Peter Schjeldahl will be missed

Peter Schjeldahl, courtesy The New Yorker

I was delighted when Jim Mott sent me some excerpts from Peter Schjeldahl’s sayonara at The New Yorker, inaugurating his retirement. I spend so little time reading magazines now; I missed it. May he move on to write a book, if he survives his battle with cancer long enough. The prospects don’t sound good. He’s always been my favorite art critic. I didn’t realize he had a faith, but it sounds as if it didn’t emerge until he quit drinking. Maybe I am reading too much into a couple sentences. In this cultural climate, it’s a brave move, albeit a bit quieter than Kanye’s, to offer a shout out to Christianity, which now seems to be equated unfairly with deplorable politics. It feels as if we are living in the cultural Dark Ages. (It helps if you quote Simone Weil; that “cherry on top” is a nice touch.) His judgments have almost always struck me as unimpeachable and delivered with wry self-awareness, meaning humility. The humility grows here to the proportions I consider de rigueur for an artist, and especially a critic. I agree with nearly any self-skepticism: I don’t know much, and maybe someday, if I’m good, I’ll know nothing, along with Socrates. Danto often has a similar tone of implied disclaimer: Well, this is how it looks to me, I could be wrong, but I don’t think so. But Schjeldahl’s doubt is less philosophical and more personal, hence more engaging and intimate. His first paragraph below says precisely what I recognized a few months ago after my father’s death, when I came across the Google street view photograph of the house my wife and I lived in during the first few years of our son and daughter’s childhood–the photograph did everything a work of art ought to do, and it was simply the tiny artifact of some camera mounted on top of a car moving past the house in the most impersonal way possible. It was essentially a surveillance shot. But it contained more than my world from those years; it gave me a window into the entire world, emotionally, imaginatively, and in some other way I don’t have language to pin down. I had been punished into receptivity at that point, granted, but there you go. That’s how it works. Danto would smile at the fact that the Google street view shot was art for me right then and there–though it would contradict his argument about the need for meaning–but it’s exactly what Schjeldahl is getting at.

From Schjeldahl’s farewell, courtesy Jim’s email:

To limber your sensibility, stalk the aesthetic everywhere: cracks in a sidewalk, people’s ways of walking. The aesthetic isn’t bounded by art, which merely concentrates it for efficient consumption. If you can’t put a mental frame around, and relish, the accidental aspect of a street or a person, or really of anything, you will respond to art only sluggishly.
I like to say that contemporary art consists of all art works, five thousand years or five minutes old, that physically exist in the present. We look at them with contemporary eyes, the only kinds of eyes that there ever are.
I retain, but suspend, my personal taste to deal with the panoply of the art I see. I have a trick for doing justice to an uncongenial work: “What would I like about this if I liked it?” I may come around; I may not. Failing that, I wonder, What must the people who like this be like? Anthropology.
Simone Weil said that the transcendent meaning of Christianity is complete with Jesus’ death, sans the cherry on top that is the Resurrection. I think so.
“I believe in God” is a false statement for me because it is voiced by my ego, which is compulsively skeptical. But the rest of me tends otherwise. Staying on an “as if” basis with “God,” for short, hugely improves my life. I regret my lack of the church and its gift of community. My ego is too fat to squeeze through the door.
Disbelieving is toilsome. It can be a pleasure for adolescent brains with energy to spare, but hanging on to it later saps and rigidifies. After a Lutheran upbringing, I became an atheist at the onset of puberty. That wore off gradually and then, with sobriety, speedily.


WHAT YOU HAVE TO DO:
Every record below, from first to last: print it exactly as shown.

(Stored records)
----

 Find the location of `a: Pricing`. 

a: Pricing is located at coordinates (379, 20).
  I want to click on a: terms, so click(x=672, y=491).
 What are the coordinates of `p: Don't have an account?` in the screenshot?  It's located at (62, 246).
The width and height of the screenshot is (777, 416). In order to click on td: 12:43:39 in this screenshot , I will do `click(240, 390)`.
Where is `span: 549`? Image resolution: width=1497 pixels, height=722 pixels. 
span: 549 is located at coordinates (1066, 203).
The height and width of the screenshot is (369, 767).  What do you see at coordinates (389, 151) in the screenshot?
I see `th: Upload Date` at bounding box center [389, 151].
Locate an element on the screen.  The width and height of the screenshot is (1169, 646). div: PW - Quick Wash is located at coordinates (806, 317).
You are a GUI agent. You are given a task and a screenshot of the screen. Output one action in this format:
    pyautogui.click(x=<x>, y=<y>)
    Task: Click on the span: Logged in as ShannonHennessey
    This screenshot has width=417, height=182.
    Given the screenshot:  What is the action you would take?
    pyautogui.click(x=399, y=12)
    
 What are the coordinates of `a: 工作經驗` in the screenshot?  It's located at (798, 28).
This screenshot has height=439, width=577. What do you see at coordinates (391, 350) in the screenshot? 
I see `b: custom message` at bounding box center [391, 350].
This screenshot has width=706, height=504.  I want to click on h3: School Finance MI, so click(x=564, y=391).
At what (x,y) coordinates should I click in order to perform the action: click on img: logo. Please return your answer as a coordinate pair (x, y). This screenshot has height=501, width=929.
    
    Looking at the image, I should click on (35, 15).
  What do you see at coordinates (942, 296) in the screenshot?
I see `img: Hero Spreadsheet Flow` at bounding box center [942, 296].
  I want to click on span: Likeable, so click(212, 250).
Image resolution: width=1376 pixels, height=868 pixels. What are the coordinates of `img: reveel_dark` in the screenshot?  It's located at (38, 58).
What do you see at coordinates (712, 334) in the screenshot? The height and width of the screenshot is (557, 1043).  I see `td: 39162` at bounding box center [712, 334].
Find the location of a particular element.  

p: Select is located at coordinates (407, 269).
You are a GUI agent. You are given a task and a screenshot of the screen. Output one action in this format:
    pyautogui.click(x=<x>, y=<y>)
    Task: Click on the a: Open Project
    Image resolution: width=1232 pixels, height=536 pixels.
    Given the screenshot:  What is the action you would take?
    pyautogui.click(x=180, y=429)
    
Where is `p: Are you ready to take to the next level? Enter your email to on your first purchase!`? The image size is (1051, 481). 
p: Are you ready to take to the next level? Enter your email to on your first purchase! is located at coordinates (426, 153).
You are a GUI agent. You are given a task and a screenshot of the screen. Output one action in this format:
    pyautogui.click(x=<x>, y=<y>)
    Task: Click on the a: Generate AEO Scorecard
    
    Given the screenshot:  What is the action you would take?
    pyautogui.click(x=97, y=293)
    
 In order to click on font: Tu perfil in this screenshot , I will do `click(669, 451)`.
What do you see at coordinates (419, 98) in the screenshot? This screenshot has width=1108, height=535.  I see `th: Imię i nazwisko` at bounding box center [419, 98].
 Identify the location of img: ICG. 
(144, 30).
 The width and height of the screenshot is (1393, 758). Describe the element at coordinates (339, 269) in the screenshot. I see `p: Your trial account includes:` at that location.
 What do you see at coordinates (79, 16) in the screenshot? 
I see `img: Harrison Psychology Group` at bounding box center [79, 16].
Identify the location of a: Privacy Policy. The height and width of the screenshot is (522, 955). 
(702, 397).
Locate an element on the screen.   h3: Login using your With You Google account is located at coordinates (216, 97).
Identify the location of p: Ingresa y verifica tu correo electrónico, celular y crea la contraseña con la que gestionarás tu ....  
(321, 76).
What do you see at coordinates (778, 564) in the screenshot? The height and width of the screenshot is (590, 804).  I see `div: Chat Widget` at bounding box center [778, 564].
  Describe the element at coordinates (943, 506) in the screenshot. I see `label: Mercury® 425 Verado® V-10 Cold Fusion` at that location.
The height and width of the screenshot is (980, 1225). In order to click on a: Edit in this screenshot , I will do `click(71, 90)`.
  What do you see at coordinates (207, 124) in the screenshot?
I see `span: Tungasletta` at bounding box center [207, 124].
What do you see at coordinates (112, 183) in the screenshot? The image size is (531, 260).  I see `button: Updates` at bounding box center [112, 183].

----

SOLVED EXERCISE:
 Find the location of `a: Pricing`. 

a: Pricing is located at coordinates (379, 20).
  I want to click on a: terms, so click(x=672, y=491).
 What are the coordinates of `p: Don't have an account?` in the screenshot?  It's located at (62, 246).
The width and height of the screenshot is (777, 416). In order to click on td: 12:43:39 in this screenshot , I will do `click(240, 390)`.
Where is `span: 549`? Image resolution: width=1497 pixels, height=722 pixels. 
span: 549 is located at coordinates (1066, 203).
The height and width of the screenshot is (369, 767).  What do you see at coordinates (389, 151) in the screenshot?
I see `th: Upload Date` at bounding box center [389, 151].
Locate an element on the screen.  The width and height of the screenshot is (1169, 646). div: PW - Quick Wash is located at coordinates (806, 317).
You are a GUI agent. You are given a task and a screenshot of the screen. Output one action in this format:
    pyautogui.click(x=<x>, y=<y>)
    Task: Click on the span: Logged in as ShannonHennessey
    This screenshot has width=417, height=182.
    Given the screenshot:  What is the action you would take?
    pyautogui.click(x=399, y=12)
    
 What are the coordinates of `a: 工作經驗` in the screenshot?  It's located at (798, 28).
This screenshot has height=439, width=577. What do you see at coordinates (391, 350) in the screenshot? 
I see `b: custom message` at bounding box center [391, 350].
This screenshot has width=706, height=504.  I want to click on h3: School Finance MI, so click(x=564, y=391).
At what (x,y) coordinates should I click in order to perform the action: click on img: logo. Please return your answer as a coordinate pair (x, y). This screenshot has height=501, width=929.
    
    Looking at the image, I should click on (35, 15).
  What do you see at coordinates (942, 296) in the screenshot?
I see `img: Hero Spreadsheet Flow` at bounding box center [942, 296].
  I want to click on span: Likeable, so click(212, 250).
Image resolution: width=1376 pixels, height=868 pixels. What are the coordinates of `img: reveel_dark` in the screenshot?  It's located at (38, 58).
What do you see at coordinates (712, 334) in the screenshot? The height and width of the screenshot is (557, 1043).  I see `td: 39162` at bounding box center [712, 334].
Find the location of a particular element.  

p: Select is located at coordinates (407, 269).
You are a GUI agent. You are given a task and a screenshot of the screen. Output one action in this format:
    pyautogui.click(x=<x>, y=<y>)
    Task: Click on the a: Open Project
    Image resolution: width=1232 pixels, height=536 pixels.
    Given the screenshot:  What is the action you would take?
    pyautogui.click(x=180, y=429)
    
Where is `p: Are you ready to take to the next level? Enter your email to on your first purchase!`? The image size is (1051, 481). 
p: Are you ready to take to the next level? Enter your email to on your first purchase! is located at coordinates (426, 153).
You are a GUI agent. You are given a task and a screenshot of the screen. Output one action in this format:
    pyautogui.click(x=<x>, y=<y>)
    Task: Click on the a: Generate AEO Scorecard
    
    Given the screenshot:  What is the action you would take?
    pyautogui.click(x=97, y=293)
    
 In order to click on font: Tu perfil in this screenshot , I will do `click(669, 451)`.
What do you see at coordinates (419, 98) in the screenshot? This screenshot has width=1108, height=535.  I see `th: Imię i nazwisko` at bounding box center [419, 98].
 Identify the location of img: ICG. 
(144, 30).
 The width and height of the screenshot is (1393, 758). Describe the element at coordinates (339, 269) in the screenshot. I see `p: Your trial account includes:` at that location.
 What do you see at coordinates (79, 16) in the screenshot? 
I see `img: Harrison Psychology Group` at bounding box center [79, 16].
Identify the location of a: Privacy Policy. The height and width of the screenshot is (522, 955). 
(702, 397).
Locate an element on the screen.   h3: Login using your With You Google account is located at coordinates (216, 97).
Identify the location of p: Ingresa y verifica tu correo electrónico, celular y crea la contraseña con la que gestionarás tu ....  
(321, 76).
What do you see at coordinates (778, 564) in the screenshot? The height and width of the screenshot is (590, 804).  I see `div: Chat Widget` at bounding box center [778, 564].
  Describe the element at coordinates (943, 506) in the screenshot. I see `label: Mercury® 425 Verado® V-10 Cold Fusion` at that location.
The height and width of the screenshot is (980, 1225). In order to click on a: Edit in this screenshot , I will do `click(71, 90)`.
  What do you see at coordinates (207, 124) in the screenshot?
I see `span: Tungasletta` at bounding box center [207, 124].
What do you see at coordinates (112, 183) in the screenshot? The image size is (531, 260).  I see `button: Updates` at bounding box center [112, 183].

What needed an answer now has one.